Work task ->
Using only the entries below, copy exactly the lines that begin at the one with "This screenshot has width=750, height=500." and end at the one with "Find the location of a particular element. The", both included. Drop the pictures.

Exercise data ->
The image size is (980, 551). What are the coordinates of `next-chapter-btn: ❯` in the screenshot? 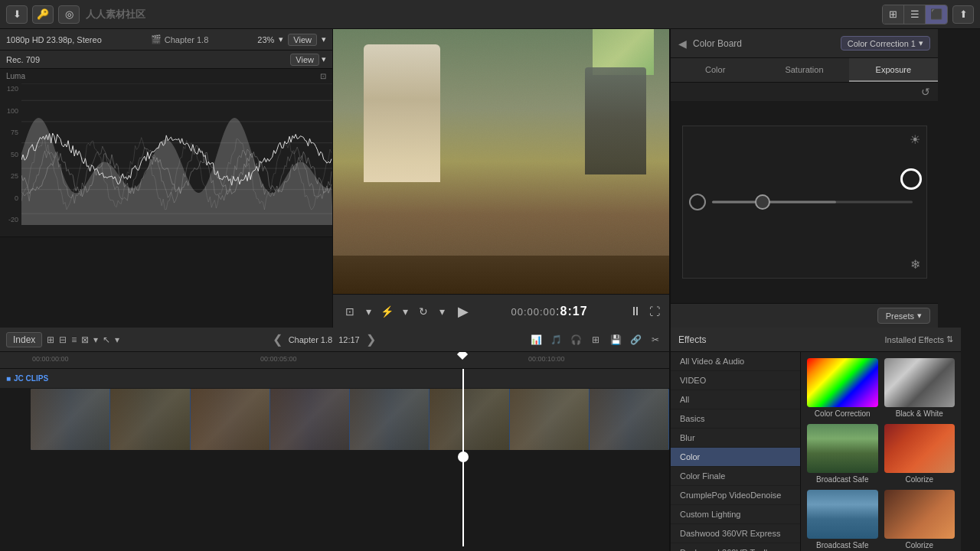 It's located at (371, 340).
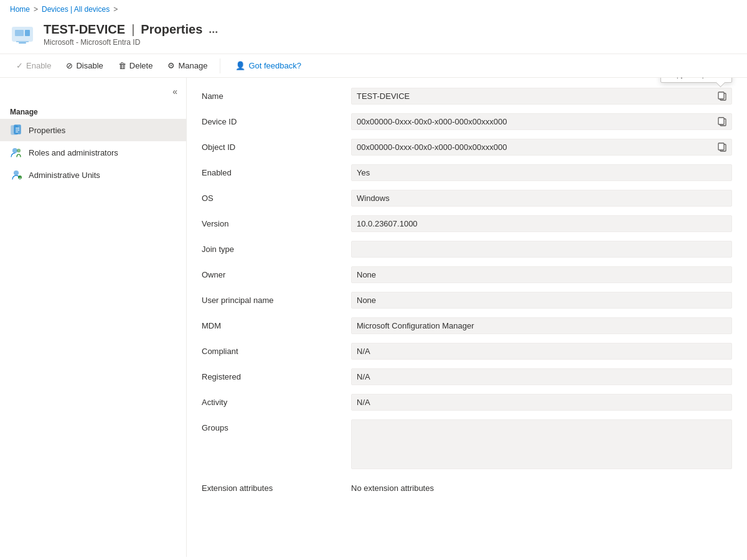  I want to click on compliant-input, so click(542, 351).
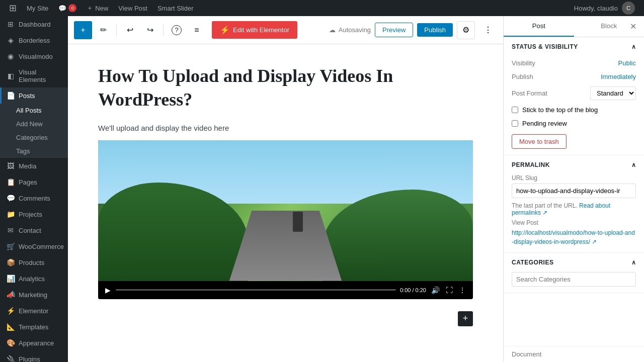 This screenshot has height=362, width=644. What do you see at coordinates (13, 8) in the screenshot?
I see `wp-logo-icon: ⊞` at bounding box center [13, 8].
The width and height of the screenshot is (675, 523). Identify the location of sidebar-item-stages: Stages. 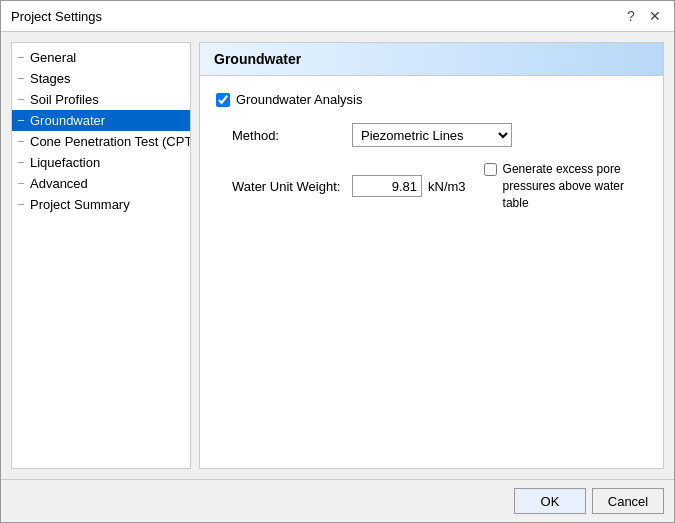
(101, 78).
==
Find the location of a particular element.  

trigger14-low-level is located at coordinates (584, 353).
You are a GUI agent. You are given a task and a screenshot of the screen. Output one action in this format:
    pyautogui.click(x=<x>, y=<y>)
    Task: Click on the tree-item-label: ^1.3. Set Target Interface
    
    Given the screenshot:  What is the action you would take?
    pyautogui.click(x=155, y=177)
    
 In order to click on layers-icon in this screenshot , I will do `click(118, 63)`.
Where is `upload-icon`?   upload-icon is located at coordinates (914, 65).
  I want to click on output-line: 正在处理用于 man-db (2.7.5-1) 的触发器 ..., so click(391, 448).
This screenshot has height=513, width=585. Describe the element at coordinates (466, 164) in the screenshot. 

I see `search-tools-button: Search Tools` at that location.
* * *
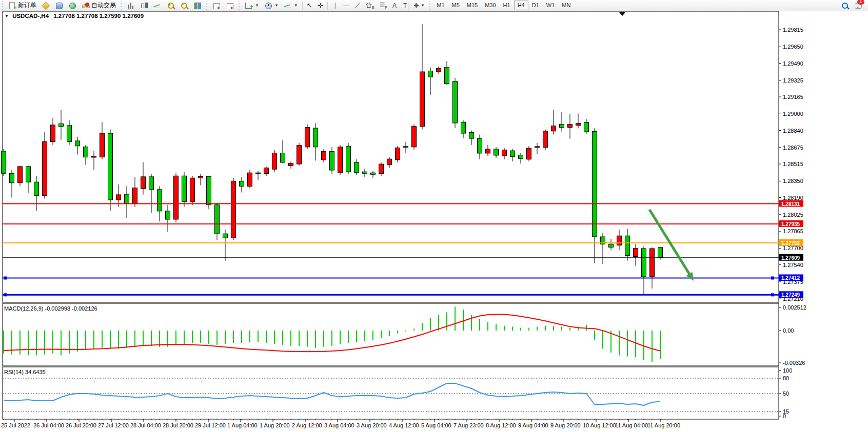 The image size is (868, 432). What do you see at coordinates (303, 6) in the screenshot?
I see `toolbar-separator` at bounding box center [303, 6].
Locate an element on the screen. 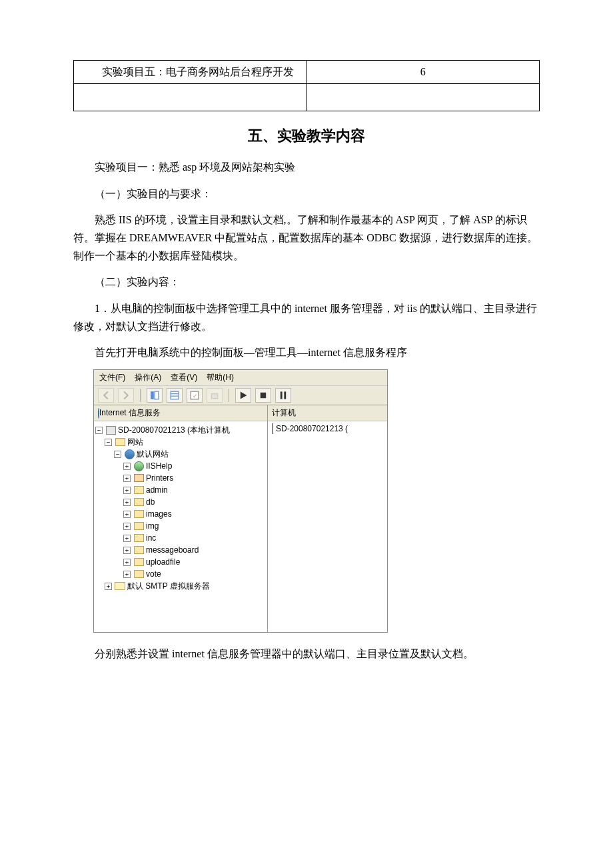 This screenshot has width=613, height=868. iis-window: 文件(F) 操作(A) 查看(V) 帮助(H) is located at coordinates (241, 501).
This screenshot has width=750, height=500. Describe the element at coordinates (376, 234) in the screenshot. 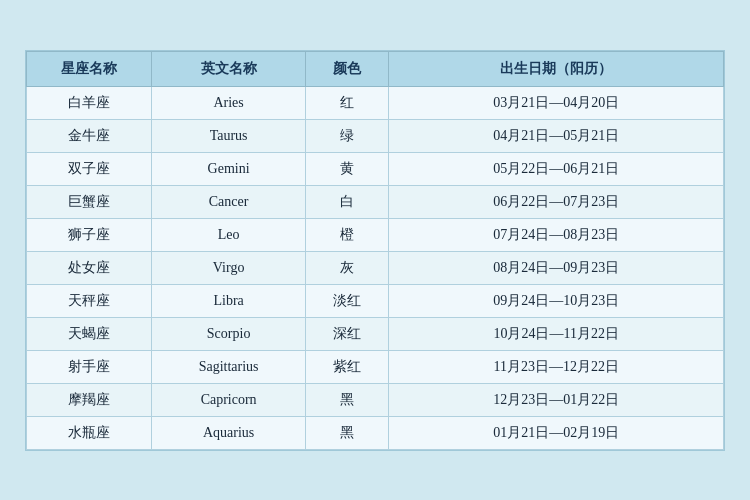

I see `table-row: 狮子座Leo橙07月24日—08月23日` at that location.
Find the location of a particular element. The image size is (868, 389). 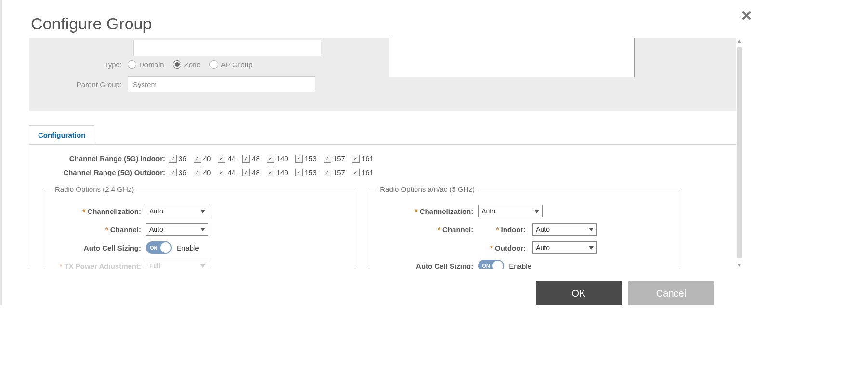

Answer to this problem ->
This screenshot has width=750, height=500. Describe the element at coordinates (376, 234) in the screenshot. 

I see `table-row: 狮子座Leo橙07月24日—08月23日` at that location.
Find the location of a particular element. The image size is (868, 389). 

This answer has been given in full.